The second cluster of decisions in the newly emerging LRSA juris-prudence examines the problem of barriers to, or restrictions on, ac-cess in relation to land otherwise subject to acac-cess taking. As some Scottish observers have put it, these decisions are concerned with reg-ulating how access can be taken, not where it can be taken.394 In pre-cise statutory terms, the recurring issue is whether a barrier—a fence, a wall, a hedge, a locked gate, a sign or notice—created by a land-owner that has the effect of limiting or discouraging access taking was constructed or erected for the “purpose or main purpose of preventing or deterring” persons from exercising access rights (a violation of sec-tion 14 of the LRSA) or for a benign, good faith, and thus unsancsec-tion- unsanction-able land management purpose.395 In essence, the issue is whether the prevention or restriction of access is the primary goal or merely the secondary effect of a barrier created by a landowner.396

Some of these decisions may be also be read as raising the question of whether, and under what circumstances, a landowner may “zone”

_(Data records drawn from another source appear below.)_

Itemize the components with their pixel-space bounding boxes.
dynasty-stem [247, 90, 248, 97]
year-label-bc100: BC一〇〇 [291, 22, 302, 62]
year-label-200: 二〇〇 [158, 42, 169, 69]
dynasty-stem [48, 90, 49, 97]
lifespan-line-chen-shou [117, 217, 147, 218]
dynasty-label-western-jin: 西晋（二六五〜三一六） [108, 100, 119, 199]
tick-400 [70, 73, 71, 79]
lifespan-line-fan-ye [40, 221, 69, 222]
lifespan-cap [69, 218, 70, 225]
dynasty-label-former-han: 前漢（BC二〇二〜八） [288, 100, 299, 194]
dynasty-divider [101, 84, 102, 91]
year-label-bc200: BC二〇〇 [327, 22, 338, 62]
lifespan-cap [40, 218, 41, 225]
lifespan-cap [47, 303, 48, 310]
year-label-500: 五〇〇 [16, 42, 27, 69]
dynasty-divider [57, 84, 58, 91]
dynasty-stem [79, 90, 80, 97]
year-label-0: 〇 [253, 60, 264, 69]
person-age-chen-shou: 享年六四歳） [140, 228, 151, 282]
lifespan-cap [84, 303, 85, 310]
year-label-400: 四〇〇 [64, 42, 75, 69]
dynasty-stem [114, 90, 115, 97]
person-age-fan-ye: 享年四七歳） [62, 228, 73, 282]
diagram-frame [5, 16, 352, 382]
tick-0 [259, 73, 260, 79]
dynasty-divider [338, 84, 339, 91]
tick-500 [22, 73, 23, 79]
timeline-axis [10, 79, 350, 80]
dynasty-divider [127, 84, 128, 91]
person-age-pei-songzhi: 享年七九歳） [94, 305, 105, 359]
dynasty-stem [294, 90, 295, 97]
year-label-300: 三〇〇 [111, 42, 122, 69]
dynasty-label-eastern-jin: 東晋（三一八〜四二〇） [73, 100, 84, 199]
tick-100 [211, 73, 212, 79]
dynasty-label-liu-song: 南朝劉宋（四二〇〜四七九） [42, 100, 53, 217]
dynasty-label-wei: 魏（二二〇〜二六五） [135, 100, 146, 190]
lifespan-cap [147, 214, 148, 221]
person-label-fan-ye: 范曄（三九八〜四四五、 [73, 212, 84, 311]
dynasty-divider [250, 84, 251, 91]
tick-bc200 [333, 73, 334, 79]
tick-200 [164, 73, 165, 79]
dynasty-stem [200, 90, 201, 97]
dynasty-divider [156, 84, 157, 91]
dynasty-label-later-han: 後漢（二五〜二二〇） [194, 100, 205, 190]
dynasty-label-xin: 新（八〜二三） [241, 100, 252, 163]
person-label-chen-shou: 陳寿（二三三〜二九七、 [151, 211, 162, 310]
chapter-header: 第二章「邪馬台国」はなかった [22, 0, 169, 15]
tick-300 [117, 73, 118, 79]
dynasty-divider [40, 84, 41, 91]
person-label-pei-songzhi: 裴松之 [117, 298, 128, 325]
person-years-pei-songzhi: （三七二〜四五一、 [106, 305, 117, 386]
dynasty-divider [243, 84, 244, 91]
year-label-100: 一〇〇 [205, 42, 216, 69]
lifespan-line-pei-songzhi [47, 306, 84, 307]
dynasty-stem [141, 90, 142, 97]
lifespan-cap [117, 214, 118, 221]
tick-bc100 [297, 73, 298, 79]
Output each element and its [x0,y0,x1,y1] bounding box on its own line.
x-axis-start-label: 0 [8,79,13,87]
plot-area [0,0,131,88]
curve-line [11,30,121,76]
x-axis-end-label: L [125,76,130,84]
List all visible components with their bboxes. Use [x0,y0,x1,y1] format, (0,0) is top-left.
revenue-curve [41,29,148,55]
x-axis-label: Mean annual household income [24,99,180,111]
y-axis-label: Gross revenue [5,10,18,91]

land for different kinds of recreational pursuits or impose some “time and manner” limitation on access taking on land otherwise subject to access taking.397 In this sense these decisions provide a test of the extent of land owner autonomy over certain land use choices in the face of the LRSA. The judicial responses are noteworthy for their demonstrated willingness to open the door even more widely to subjec-tive, and sometimes even speculasubjec-tive, inquiries into the personal cir-cumstances and motivations of landowners, the behavior of access takers, and concerns about the consequences of irresponsible access taking.

393. See Creelman v. Argyll & Bute Council, (2009) S.L.T. 165, 175 (Scot. Sheriff Ct.).

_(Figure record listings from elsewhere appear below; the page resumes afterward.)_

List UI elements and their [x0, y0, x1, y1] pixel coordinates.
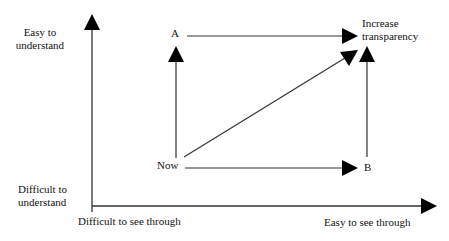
goal-label-line2: transparency [362, 30, 418, 43]
arrowhead-icon [342, 160, 358, 176]
arrowhead-icon [359, 46, 375, 62]
x-axis [92, 198, 437, 214]
y-bottom-label-line1: Difficult to [18, 183, 67, 196]
y-axis-top-label: Easy to understand [14, 26, 66, 52]
edge-now-to-goal [184, 50, 358, 157]
y-bottom-label-line2: understand [18, 196, 67, 209]
edge-now-to-a [168, 46, 184, 158]
arrowhead-icon [340, 50, 358, 66]
edge-now-to-b [185, 160, 358, 176]
edge-a-to-goal [187, 28, 358, 44]
y-top-label-line2: understand [14, 39, 66, 52]
x-axis-left-label: Difficult to see through [78, 215, 181, 228]
node-a-label: A [171, 27, 179, 40]
node-now-label: Now [157, 159, 178, 172]
x-axis-right-label: Easy to see through [324, 216, 410, 229]
x-axis-arrowhead-icon [421, 198, 437, 214]
node-b-label: B [364, 161, 371, 174]
node-goal-label: Increase transparency [362, 17, 418, 43]
arrowhead-icon [342, 28, 358, 44]
y-axis-bottom-label: Difficult to understand [18, 183, 67, 209]
y-top-label-line1: Easy to [14, 26, 66, 39]
arrowhead-icon [168, 46, 184, 62]
edge-b-to-goal [359, 46, 375, 157]
goal-label-line1: Increase [362, 17, 418, 30]
y-axis [84, 14, 100, 212]
y-axis-arrowhead-icon [84, 14, 100, 30]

394. REID & GRETTON, supra note 288, at 135; Combe, supra note 297, at 464. This dichotomy is generally apt but may be misleading in some situations because some limitations on how property may be used for access taking that are upheld under this emerging line of authority could have the practical effect of barring all or most forms of access taking on land otherwise subject to access rights.

395. Land Reform (Scotland) Act, 2003, (A.S.P. 2), § 14(1).

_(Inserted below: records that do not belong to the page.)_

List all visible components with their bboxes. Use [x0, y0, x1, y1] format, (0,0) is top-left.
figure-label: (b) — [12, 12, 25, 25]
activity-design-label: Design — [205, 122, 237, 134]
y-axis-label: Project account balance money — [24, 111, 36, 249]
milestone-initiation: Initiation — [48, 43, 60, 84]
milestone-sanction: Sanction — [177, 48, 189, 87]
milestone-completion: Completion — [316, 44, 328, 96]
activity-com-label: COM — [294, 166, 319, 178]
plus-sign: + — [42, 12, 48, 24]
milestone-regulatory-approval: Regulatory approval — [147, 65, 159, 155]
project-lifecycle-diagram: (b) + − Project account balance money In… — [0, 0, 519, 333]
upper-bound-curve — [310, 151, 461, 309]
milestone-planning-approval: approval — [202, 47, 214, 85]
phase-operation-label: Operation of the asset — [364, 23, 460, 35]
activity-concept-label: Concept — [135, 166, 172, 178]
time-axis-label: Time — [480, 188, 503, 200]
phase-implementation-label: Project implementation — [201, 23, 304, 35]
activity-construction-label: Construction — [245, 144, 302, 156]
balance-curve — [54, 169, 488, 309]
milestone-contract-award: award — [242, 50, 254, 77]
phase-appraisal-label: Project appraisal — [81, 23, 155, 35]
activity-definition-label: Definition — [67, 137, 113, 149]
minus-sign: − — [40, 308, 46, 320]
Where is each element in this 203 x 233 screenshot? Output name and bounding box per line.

396. The issue might remind some American readers of the United States Supreme Court’s analysis of First Amendment challenges to land use regulation of adult entertainment venues where the Court has asked whether a restrictive ordinance is “aimed not at the content of the films shown at ‘adult motion picture theaters,’

but rather at the secondary effects of such theaters on the surrounding commu-nity.” City of Renton v. Playtime Theaters, Inc., 475 U.S. 41, 47 (1986); Young v.

Am. Mini Theaters, Inc., 427 U.S. 50, 71 (1976).

397. Malcolm M. Combe, Access to Land and to Landownership, 14 EDIN. L.R. 106, 107 (2010).

1. Tuley and the Problem of Internal Zoning

In the leading decision, Tuley v. Highland Council,398 the Inner House of the Court of Session effectively held that a landowner can differentiate among different types of access taking and restrict one form of access taking—here, horseback riding—to preserve the land’s suitability for another form of access taking—namely, pedestrian ac-cess. Once again, the facts are arresting. Graham Tuley, an accom-plished retired forester,399 and his wife, Margot Tuley, the proprietors of an estate called Feddonhill Wood in Inverness, had invested consid-erable effort in developing their land as a recreational area welcoming access takers of all stripes.400 After acquiring the property in 1992, the Tuleys created or improved a number of paths, labored to keep them clear and well drained, and increased their appeal by cultivating flora and even providing seats for walkers.401 Although they specifi-cally welcomed horseback riding on the southern half of their property and actually created a bridle path for this purpose, the Tuleys sought to exclude horses from the northern sector of their property.402 In particular, they wanted to exclude equestrian traffic from a path called the “red track,” because they feared that equestrian use would severely and permanently damage this path and other smaller paths branching off from it.403 Thus, the Tuleys erected padlocked barriers that prevented horses from gaining access to the “red track,” while allowing walkers to enter.404

After complaints were registered by several of the Tuleys’ horse-back riding neighbors—including the owner of an adjacent commer-cial stable that enjoyed a conventional servitude of egress along the principal access track bisecting the Tuleys’ property and who wished to lead four ponies ridden by small children along the red track a few times a week—the local authorities eventually issued a section 14 no-tice requiring the Tuleys to allow equestrian, as well as pedestrian, access to this path.405 The Tuleys appealed the issuance of the notice to the local sheriff court.406

Somewhat surprisingly, the sheriff refused to recall or vary the no-tice, reasoning that the LRSA required him to assume that horseback

398. Tuley v. Highland Council, (2007) S.L.T. 97 (Scot. Sheriff Ct.), rev’d, [2009] CSIH 31A; (2009) S.L.T. 616 (Scot.).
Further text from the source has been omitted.